The P&L model translated exchange mechanics into investor-friendly metrics: matched volume as GMV, take rate as net revenue margin, active trader count as MAU, and liquidity provider incentives as customer acquisition cost. We built a 5-year projection with three scenarios tied to regulatory outcomes — full UK approval, restricted licence, and pivot to international markets.

Key insight: The team's original fee model was a flat 3% commission on winnings — standard for existing exchanges. Our analysis showed that a tiered maker-taker structure (0.8% maker / 1.6% taker, scaling with volume) would increase matched volume by an estimated 60% while only reducing per-trade revenue by 12%. The net effect: significantly higher total revenue and a deeper, more attractive order book for all participants.

The outcome

The platform secured an $8M Series A within 4 months of our engagement completing, with the lead investor specifically citing the financial model's sophistication and the clear translation between exchange mechanics and traditional iGaming KPIs. The tiered fee structure was adopted as designed.

In its first year of operation, the exchange matched £340M in total volume across football, tennis, and US sports markets — with the effective blended take rate settling at 2.4%, above the 2.1% base case in our model.

Prediction market design Fee architecture Business model architecture Fundraise readiness Regulatory strategy
Case study 04 — Business intelligence

Predictive churn modelling for a mid-market European casino operator

A multi-brand online casino group with operations across the UK, Italy, and Spain was losing high-value players to competitors — and their retention team was always two weeks too late. They needed a system that could see churn before it happened.

-41%
VIP churn rate
14d
Prediction lead
$2.8M
Retained annual GGR

The challenge

The operator ran a traditional CRM-driven retention programme: when a player's activity dropped, they'd trigger a bonus. By that point, the player had usually already opened an account with a competitor. The median time between a VIP player's last session and the retention offer was 19 days — far too late for players being actively targeted by rivals.

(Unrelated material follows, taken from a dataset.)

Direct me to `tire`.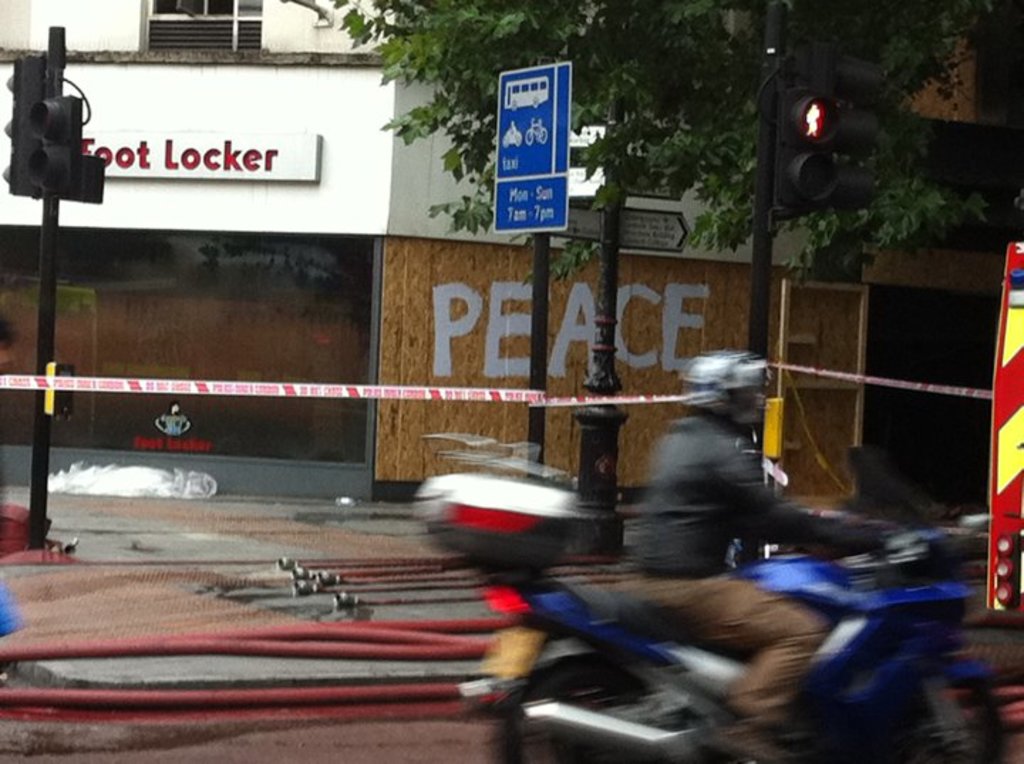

Their existing BI stack could tell them what happened yesterday. What they needed was a system that could tell them what would happen in two weeks.

What we built

We developed a gradient-boosted classification model trained on 18 months of historical player data across all three markets — approximately 2.4 million player records. The feature set included 47 behavioural signals: session frequency decay curves, deposit velocity changes, game-type migration patterns, bonus-to-deposit ratios, time-of-day drift, and cross-brand activity indicators.

The model was calibrated to flag players with a >65% probability of churning within 14 days, segmented into three risk tiers. Each tier triggered a different intervention pathway — from personalised game recommendations for moderate risk, to direct VIP manager outreach with tailored retention offers for critical risk players.

Key insight: The strongest single predictor of churn wasn't declining deposit frequency — it was game-type migration. When a long-tenured slots player suddenly started playing live dealer games, they were 3.2x more likely to churn within 21 days. The hypothesis: they were "shopping" for experiences their current platform did well elsewhere, signalling dissatisfaction before their wallet reflected it.

The outcome

Within the first quarter of deployment, VIP segment churn decreased by 41%. The average intervention now happened 14 days before projected last session — versus 19 days after under the old system. That 33-day swing translated to $2.8M in retained annual GGR, against a total engagement cost of under $200K.

The model was subsequently extended to mid-tier player segments and integrated into the operator's real-time CRM pipeline, with predictions refreshing every 6 hours.

Predictive churn modelling LTV segmentation BI dashboard build Commercial finance

Ready to build yours?

Every engagement starts with a conversation. Tell us what you're working on.